The rise of technologies that help the elderly stay in their homes threatens to upend one of commercial real estate’s biggest bets: Aging baby boomers will leave their residences in droves for senior housing.
New products and services include sensors that respond to a range of medical conditions, facial recognition for identifying visitors, and houses with malleable fixtures that can be adjusted as residents age.
Venture capital and other firms are
expected to invest about $1 billion this
year in these and other so-called “aging
in place” technologies, according to
4Gen Ventures, a new venture-capital
firm focusing on such startups.
That is about double the amount
spent three years ago, the firm said.
Driving these efforts is the belief that
seniors would prefer to remain at
home near families and friends than
live among others their own age.
“People don’t want to go to a place where there’s only a bunch of other old people,” said James Crispino, head of the senior practice at design firm Gensler.
The aging-in-place technology trend marks a challenge to the numerous real-estate developers who have been rushing to build senior housing to accommodate the roughly 72 million Americans born between 1946 and 1964, representing about 20% of the U.S. population. In about one decade, boomers will start reaching their mid-80s, the typical move-in age for senior housing.
Developers continue to build new facilities. New senior housing in 2018 accounted for 3.2% of all senior housing, compared with 2.5% in 2015, according to real-estate research firm Green Street Advisors. The figure is expected to hit 3.5% in 2023, the firm said in
a report.
Senior-housing developers added 21,332 new units in 2018—more than double the number that was added in 2014, according to the National Investment Center for Senior Housing & Care, an industry organization. Senior housing is now one of the fastest-growing commercial real-estate sectors, ahead of office, retail, hotels and apartments, according to Green Street Advisors.
But developers might have jumped the gun a bit and now some worry there is an emerging glut of senior housing. Senior-housing occupancy fell in the third quarter of 2019 to 88% compared with 90.2% in the fourth quarter of 2014, according to the National Investment Center for Senior Housing & Care.
Some companies specializing in senior housing are suffering. Shares of Ventas Inc. (VTR), a big health-care real-estate investment trust, fell close to 9% one day last month after it said the occupancy rate of its senior-housing communities declined to 84.1% on June 30, compared with 84.5% a year earlier and 88.5% in June 2014.
Moreover, the average age that people enter senior housing has been rising, partly because of improving health. It is about 84 to 85 years today, compared with 82 one decade ago, according to Green Street analyst Lukas Hartwich.
Senior housing remains a compelling option for people with medical problems, loneliness, and the need for assistance in eating, shopping and other daily activities.
But some suggest that the new aging-in-place movement could undercut some of those longer-term projections.
“The moment you have a disruptive alternative, that’s when [senior-housing companies] are going to start to feel some pain,” said Dominic Endicott, co-founder of 4Gen Ventures.
Aging-in-place advocates think new innovations will make it easier for seniors living at home to be less dependent on others.
One startup, LifePod Solutions Inc., is launching this month a new voice recognition service that initiates conversations with seniors on such subjects as their health or their plans for the day and then makes suggestions and sends caregivers alerts depending on their responses.
Design firm Gensler is looking at ways to create homes with features like height-adjustable bathroom sinks, living rooms that can easily convert into bedrooms and adjustable cabinets with smart glass doors.
U.K. developer Tolent Construction Ltd. is planning to break ground early next year on South Seaham Garden Village, a 1,500 home and mixed-use development south of Sunderland. The homes will include cutting-edge sensors and other technology so that seniors can live next to families and younger single people.
Three hundred of the homes will be for people over 55 years old. Seaham Garden will also have a village square, health center and 20,000 square feet of office space for startups and others studying new technology to help seniors age in place.
“You’re discouraging social isolation because you’ve designed the development in a way that brings people together,” said Hugh Daglish, associate urban designer at IDPartnership, the architecture firm working on the Seaham Garden development.
Still, executives working at traditional senior-housing companies say facilities have a lot to offer that technology can’t match. “Loneliness has a negative impact that can’t be solved by technology,” said Cindy Baier, chief executive of Brookdale Senior Living Inc., which owns and manages about 800 senior-housing communities.
Other senior-housing developers are trying to modernize their services. PGIM Real Estate, which has $1.6 billion invested in the senior-housing sector, has been buying and developing properties that include a range of new amenities like pools, gyms and cafes.
“We’re seeing rapid evolution of the product,” said Steve Blazejewski, managing director of PGIM Real Estate.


→ **Instructions to follow**:
Copy, word for word, the line containing "What's the underlying" and each line that follows it in the entries below; pictures do not belong in the copy.

Entries taken from a collection
★ ★ ★ ★
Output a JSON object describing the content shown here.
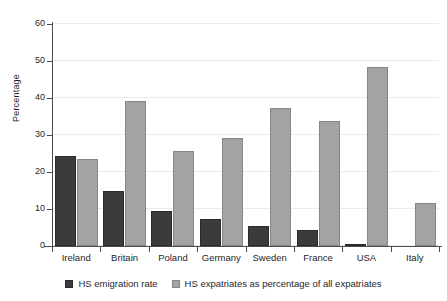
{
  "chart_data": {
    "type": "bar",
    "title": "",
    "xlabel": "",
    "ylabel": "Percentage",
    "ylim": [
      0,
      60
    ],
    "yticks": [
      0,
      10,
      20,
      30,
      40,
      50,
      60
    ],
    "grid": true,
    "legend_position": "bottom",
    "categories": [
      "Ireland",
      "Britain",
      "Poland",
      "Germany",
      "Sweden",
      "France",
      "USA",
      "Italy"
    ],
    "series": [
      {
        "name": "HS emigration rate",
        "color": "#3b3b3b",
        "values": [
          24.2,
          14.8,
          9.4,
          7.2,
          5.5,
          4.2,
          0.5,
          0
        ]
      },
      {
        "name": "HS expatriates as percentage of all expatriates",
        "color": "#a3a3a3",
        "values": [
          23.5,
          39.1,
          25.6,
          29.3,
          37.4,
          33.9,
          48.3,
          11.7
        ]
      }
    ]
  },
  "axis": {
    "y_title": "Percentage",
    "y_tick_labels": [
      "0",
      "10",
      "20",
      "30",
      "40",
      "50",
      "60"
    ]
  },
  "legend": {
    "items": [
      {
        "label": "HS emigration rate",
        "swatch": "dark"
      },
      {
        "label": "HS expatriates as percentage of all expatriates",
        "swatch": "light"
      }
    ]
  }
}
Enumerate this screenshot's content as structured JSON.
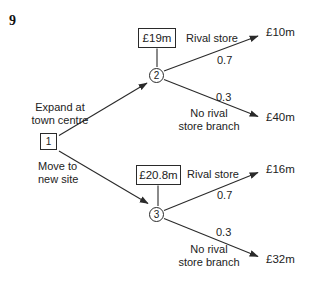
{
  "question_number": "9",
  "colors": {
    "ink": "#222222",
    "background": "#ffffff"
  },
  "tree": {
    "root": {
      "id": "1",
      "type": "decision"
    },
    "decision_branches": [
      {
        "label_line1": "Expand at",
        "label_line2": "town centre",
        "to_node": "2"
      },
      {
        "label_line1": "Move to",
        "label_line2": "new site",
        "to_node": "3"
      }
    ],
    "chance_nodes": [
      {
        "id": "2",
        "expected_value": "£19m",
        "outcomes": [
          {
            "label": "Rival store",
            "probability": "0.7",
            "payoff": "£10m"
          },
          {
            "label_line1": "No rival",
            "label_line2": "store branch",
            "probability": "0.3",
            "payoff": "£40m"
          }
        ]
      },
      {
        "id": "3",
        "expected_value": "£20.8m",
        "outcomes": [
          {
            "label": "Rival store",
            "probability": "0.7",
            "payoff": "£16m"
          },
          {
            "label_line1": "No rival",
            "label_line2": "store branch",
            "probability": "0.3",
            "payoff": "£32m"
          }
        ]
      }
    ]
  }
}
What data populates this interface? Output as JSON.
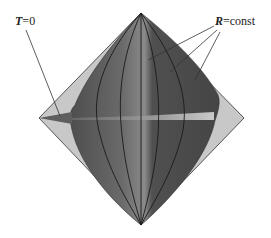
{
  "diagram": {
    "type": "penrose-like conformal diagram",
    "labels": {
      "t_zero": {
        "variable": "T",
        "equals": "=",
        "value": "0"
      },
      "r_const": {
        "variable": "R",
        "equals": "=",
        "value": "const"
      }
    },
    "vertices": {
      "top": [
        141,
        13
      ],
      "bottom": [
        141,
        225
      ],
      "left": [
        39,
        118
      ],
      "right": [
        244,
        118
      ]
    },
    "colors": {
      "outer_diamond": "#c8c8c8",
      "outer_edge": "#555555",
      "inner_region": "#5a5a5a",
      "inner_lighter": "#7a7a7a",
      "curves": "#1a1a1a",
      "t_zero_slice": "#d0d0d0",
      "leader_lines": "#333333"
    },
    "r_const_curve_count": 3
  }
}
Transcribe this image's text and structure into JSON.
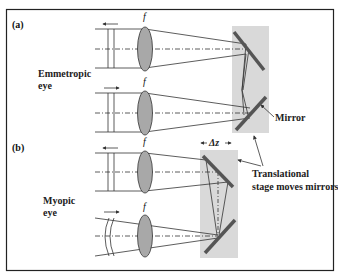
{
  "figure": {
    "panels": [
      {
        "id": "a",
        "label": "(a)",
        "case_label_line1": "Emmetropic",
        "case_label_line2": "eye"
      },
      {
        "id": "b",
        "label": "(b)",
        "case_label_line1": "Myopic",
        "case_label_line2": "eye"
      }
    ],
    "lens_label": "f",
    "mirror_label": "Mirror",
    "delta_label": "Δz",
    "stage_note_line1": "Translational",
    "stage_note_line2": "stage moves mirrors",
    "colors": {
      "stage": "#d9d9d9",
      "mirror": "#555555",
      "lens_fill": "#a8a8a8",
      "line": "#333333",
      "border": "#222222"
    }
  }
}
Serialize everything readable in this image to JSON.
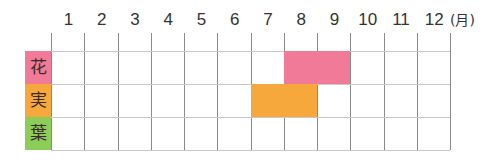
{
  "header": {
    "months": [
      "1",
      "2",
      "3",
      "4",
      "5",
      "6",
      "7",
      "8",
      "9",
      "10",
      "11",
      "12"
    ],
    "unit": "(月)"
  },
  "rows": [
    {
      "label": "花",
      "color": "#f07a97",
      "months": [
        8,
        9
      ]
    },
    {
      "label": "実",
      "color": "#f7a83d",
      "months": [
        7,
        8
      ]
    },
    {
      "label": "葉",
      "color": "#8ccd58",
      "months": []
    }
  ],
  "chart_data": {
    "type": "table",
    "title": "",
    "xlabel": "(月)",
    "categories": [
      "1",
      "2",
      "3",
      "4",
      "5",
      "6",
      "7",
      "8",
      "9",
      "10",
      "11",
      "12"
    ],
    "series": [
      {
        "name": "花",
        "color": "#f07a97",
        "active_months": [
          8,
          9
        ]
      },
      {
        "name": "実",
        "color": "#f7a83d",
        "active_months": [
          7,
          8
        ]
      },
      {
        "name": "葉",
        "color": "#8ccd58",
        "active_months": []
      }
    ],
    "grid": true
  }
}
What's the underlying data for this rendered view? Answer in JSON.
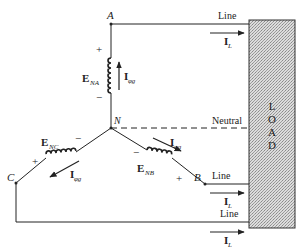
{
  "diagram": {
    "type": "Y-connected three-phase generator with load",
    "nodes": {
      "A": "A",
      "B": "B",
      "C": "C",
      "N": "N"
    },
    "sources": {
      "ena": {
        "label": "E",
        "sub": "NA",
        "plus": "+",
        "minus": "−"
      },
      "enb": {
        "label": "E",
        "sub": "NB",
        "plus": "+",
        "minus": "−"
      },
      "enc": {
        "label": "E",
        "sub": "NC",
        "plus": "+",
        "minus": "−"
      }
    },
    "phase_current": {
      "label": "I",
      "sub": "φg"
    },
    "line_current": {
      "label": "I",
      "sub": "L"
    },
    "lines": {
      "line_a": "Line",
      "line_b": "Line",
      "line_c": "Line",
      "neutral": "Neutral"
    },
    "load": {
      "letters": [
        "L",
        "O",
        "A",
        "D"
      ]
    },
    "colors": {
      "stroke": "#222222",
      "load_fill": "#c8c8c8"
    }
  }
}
★ ★ ★ ★
→ **Exercise result**:
What's the underlying data for this rendered view? Answer in JSON.
{
  "diagram": {
    "type": "Y-connected three-phase generator with load",
    "nodes": {
      "A": "A",
      "B": "B",
      "C": "C",
      "N": "N"
    },
    "sources": {
      "ena": {
        "label": "E",
        "sub": "NA",
        "plus": "+",
        "minus": "−"
      },
      "enb": {
        "label": "E",
        "sub": "NB",
        "plus": "+",
        "minus": "−"
      },
      "enc": {
        "label": "E",
        "sub": "NC",
        "plus": "+",
        "minus": "−"
      }
    },
    "phase_current": {
      "label": "I",
      "sub": "φg"
    },
    "line_current": {
      "label": "I",
      "sub": "L"
    },
    "lines": {
      "line_a": "Line",
      "line_b": "Line",
      "line_c": "Line",
      "neutral": "Neutral"
    },
    "load": {
      "letters": [
        "L",
        "O",
        "A",
        "D"
      ]
    },
    "colors": {
      "stroke": "#222222",
      "load_fill": "#c8c8c8"
    }
  }
}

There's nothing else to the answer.